MotionGPT3: Human Motion as a Second Modality

MotionGPT3 is a hybrid motion-language model designed to process arbitrary input sequence of motion or language and generate outputs in either modality.

Abstract

With the rapid progress of large language models (LLMs), multimodal frameworks that unify understanding and generation have become promising, yet they face increasing complexity as the number of modalities and tasks grows. We observe that motion quantization introduces approximation errors that cap motion quality, and that unifying discrete text and continuous motion within a single-stream backbone amplifies cross-modal interference.

Motivated by recent multi-branch Transformer designs that separate signals from different modalities, we propose MotionGPT3, a bimodal motion-language model for both understanding and generation. MotionGPT3 encodes raw motion into a continuous latent space using a variational autoencoder (VAE), thereby avoiding quantization-induced artifacts, while leveraging the semantic prior of pretrained language models. A dual-stream Transformer with shared attention preserves modality-specific routes while enabling controlled, bidirectional information flow, which reduces interference, stabilizing optimization, and empirically accelerates convergence without degrading fidelity. For multimodal joint training, a generate-then-align three-stage schedule further improves stability and limits cross-task interference.
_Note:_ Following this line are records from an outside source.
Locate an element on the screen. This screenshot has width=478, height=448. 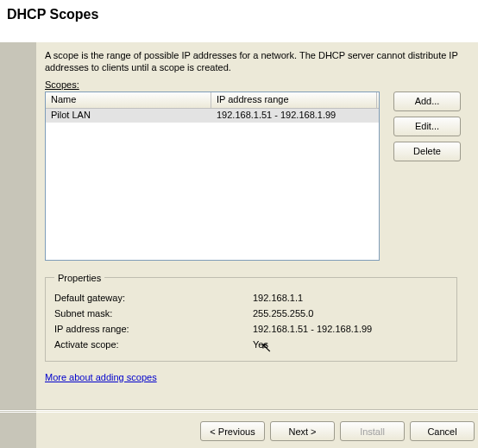
column-header-name: Name is located at coordinates (129, 100). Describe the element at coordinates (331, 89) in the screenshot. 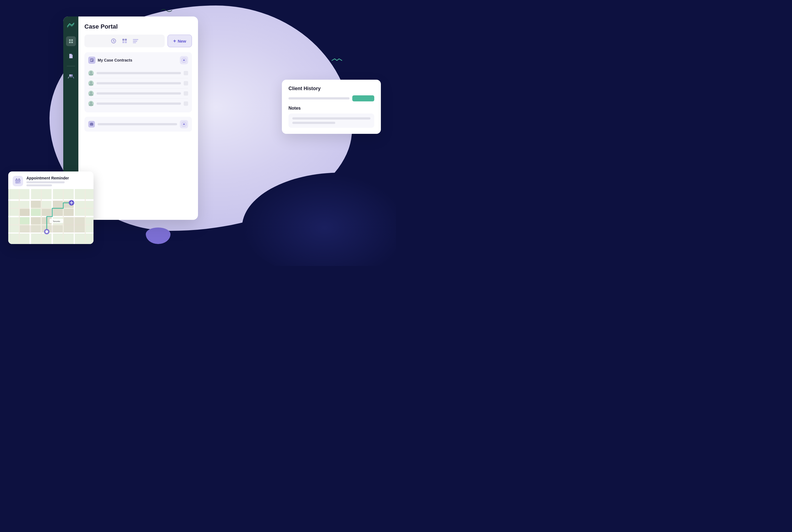

I see `client-history-title: Client History` at that location.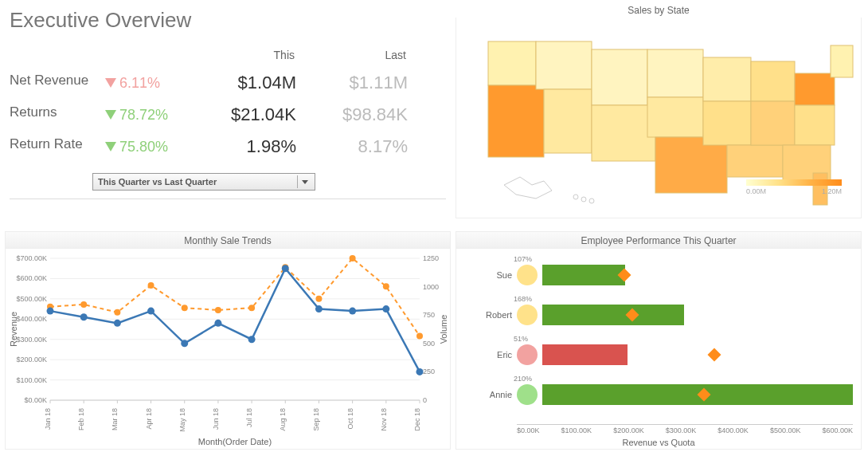  Describe the element at coordinates (283, 419) in the screenshot. I see `svg-text: Aug 18` at that location.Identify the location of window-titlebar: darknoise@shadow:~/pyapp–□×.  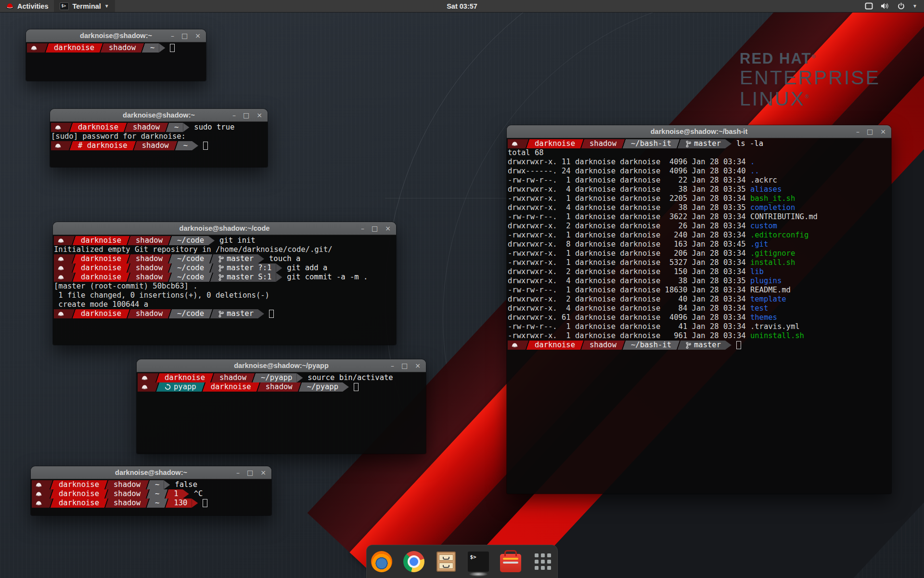
(281, 366).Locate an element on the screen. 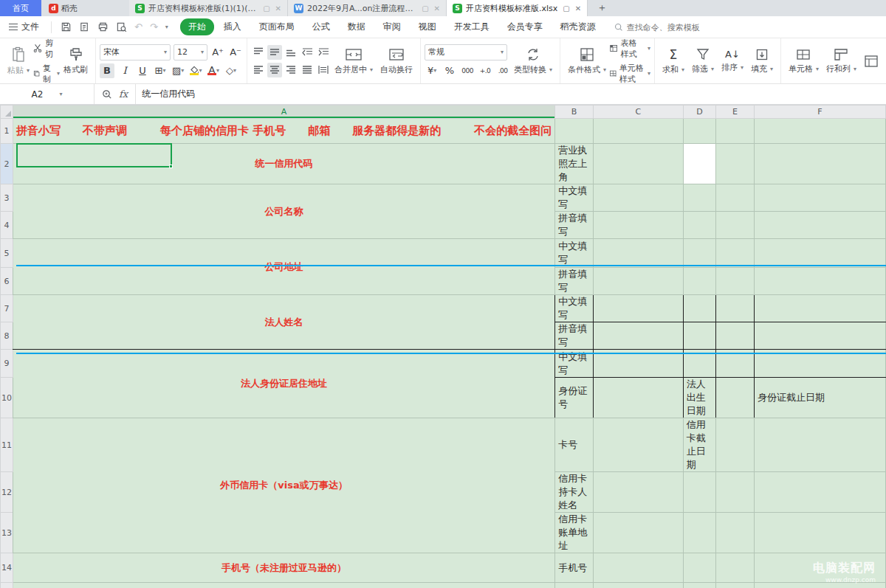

Experiments show that MotionGPT3 achieves 2× faster convergence in training loss and up to 4× faster convergence in validation, while maintaining state-of-the-art performance on standard motion understanding and motion generation benchmarks.

Our method

We introduce a three-stage alignment for our hybrid motion-language model. First the model learn to generate motion properly. Then we further align the motion branch with language by introducing motion reasoning. Finally, we fine-tune the model by joint training with unfrozen text modules.

Experiments

  • 2× faster training convergence vs. discrete & unified baselines while maintaining or improving quality.
  • State-of-the-art R@1/R@3 on HumanML3D text-to-motion; lower MMDist.
  • Cross-Modal Attention helps in a non-monotonic pattern, with last L layers enabled.
  • Competitive results with a smaller motion branch (~51M params) and modest text backbones (124M).

Training Speed

Line charts comparing training speed and quality; our method converges about 2× faster with better R@k and lower MMDist.
Continuous motion + bimodal architecture accelerates training by ~2× vs. discrete/unified variants while improving quality.

Text-to-Motion Comparison

Grouped bar charts of R@1, R@3, and MMDist across recent unified methods, with our model leading.
Evaluated on HumanML3D test split. Metrics: R@1/R@3 (higher is better) and MMDist (lower is better).

Ablations on Bimodal Architecture

a) Cross-Modal Attention
Curves of R@1/R@3 and MMDist as the number of last layers with cross-modal attention increases.
CMA enabled in the last L layers (L ∈ {1,…,6}). Performance improves up to L=5, then slightly degrades at L=6, indicating a non-monotonic pattern.
b) Model Params
Scatter/line charts relating text and motion branch parameters to R@k and MMDist on motion generation.
All models trained for 200K iterations. A 124M text branch is competitive with 355M/774M, and the motion branch achieves strong results with ~51M params (halved vs. larger variants).